The echoes are everywhere once you start listening. John Lennon — tracked by the FBI’s COINTELPRO program — was almost certainly subject to FBI-ordered harassment designed to revoke his green card and deport him, and there is documented evidence the Bureau coordinated with CIA contacts who had access to MKUltra-derived behavioral disruption techniques. The CIA’s parallel interest in remote viewing — formalized in the Stargate Project (1972–1995), which investigated whether psychics could be used for intelligence gathering — was not technically part of MKUltra, but it shared personnel, methodology, and the same deep institutional belief that consciousness itself was a tool that could be reverse-engineered. The same Department of Defense contractors — SAIC, SRI International, the Stanford Research Institute — worked both programs, and the Air Force’s parallel cataloging effort was already running as Project Blue Book during the same period. Read the full thread in our archive at Stargate Files.

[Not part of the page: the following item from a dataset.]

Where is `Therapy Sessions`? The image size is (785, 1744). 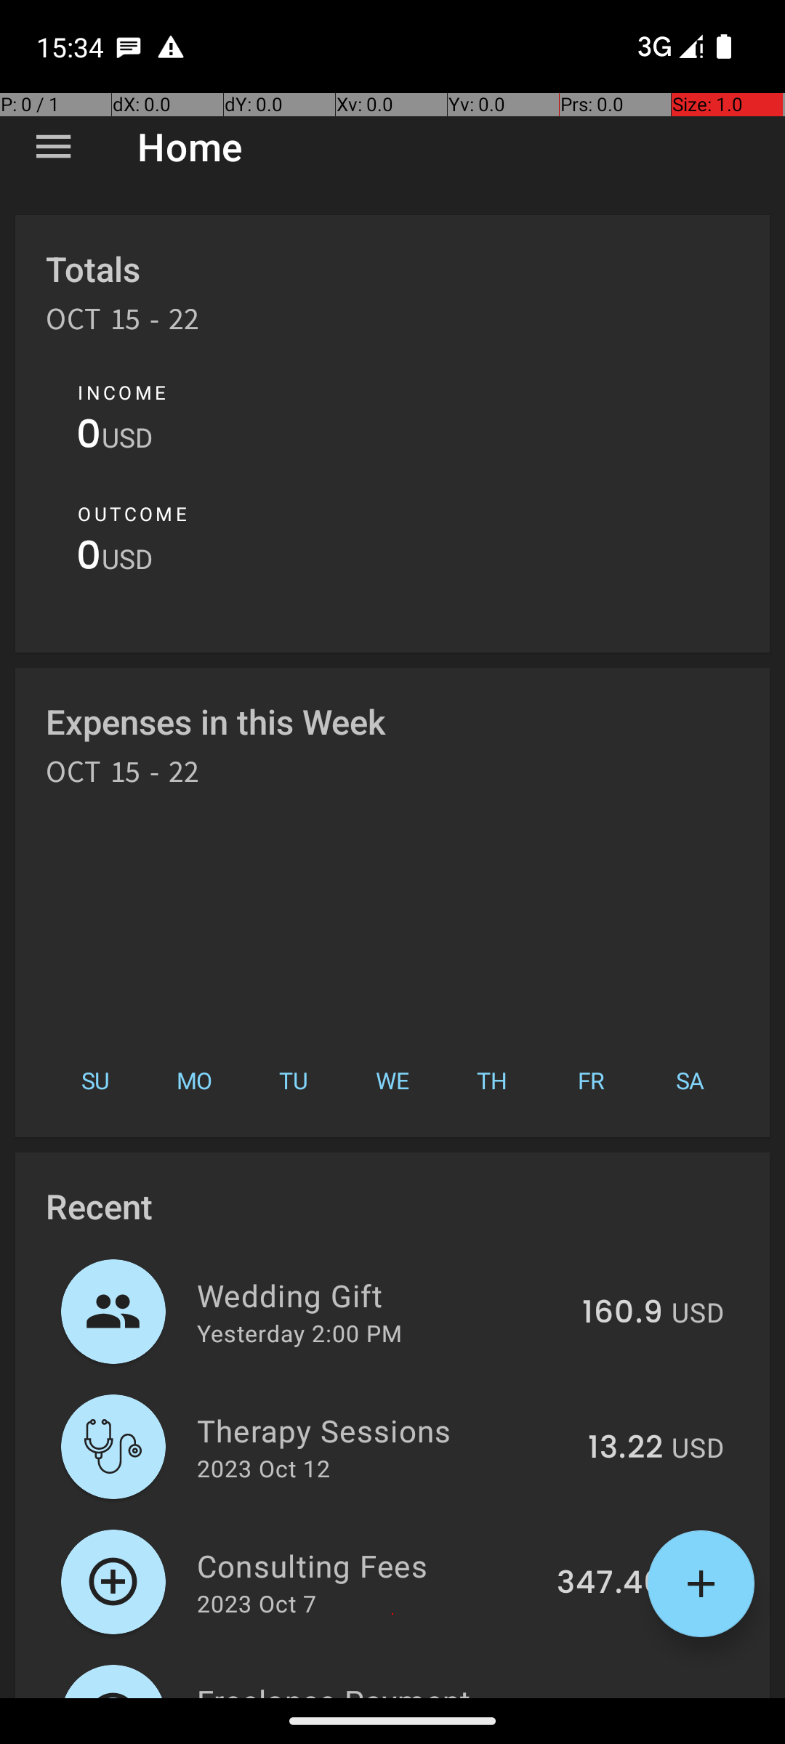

“Whatever else happened in those twenty years, the American intelligence community learned — and proved — that ordinary citizens could be treated as lab animals, with no consequence to the experimenters. That precedent has not been retired.”
The Cover-Up
In 1973, CIA Director Richard Helms ordered all MKUltra files destroyed. 20,000 documents were shredded. The program was effectively over. Two years later, in 1975, the Church Committee (Senate investigation into intelligence abuses) discovered the program through financial records — the CIA had been caught in 1973 only because of a paperwork error in one of the budget requests. The Church Committee exposed MKUltra to the public. Congressional hearings followed.
No one was ever prosecuted. The statute of limitations had passed. The CIA claimed the program was a Cold War necessity. Most of the documents were already gone.
The Legacy
MKUltra established a precedent: intelligence agencies can conduct experiments on US citizens without consent, destroy evidence, and face no consequences. The program’s effects are still felt in modern debates about surveillance, interrogation techniques, and government transparency. The full scope of MKUltra is still unknown — much of the documentation was destroyed, and many subjects never knew they were experimented on.
The fundamental question remains: how many other programs, more recent and even more secret, have we never heard of?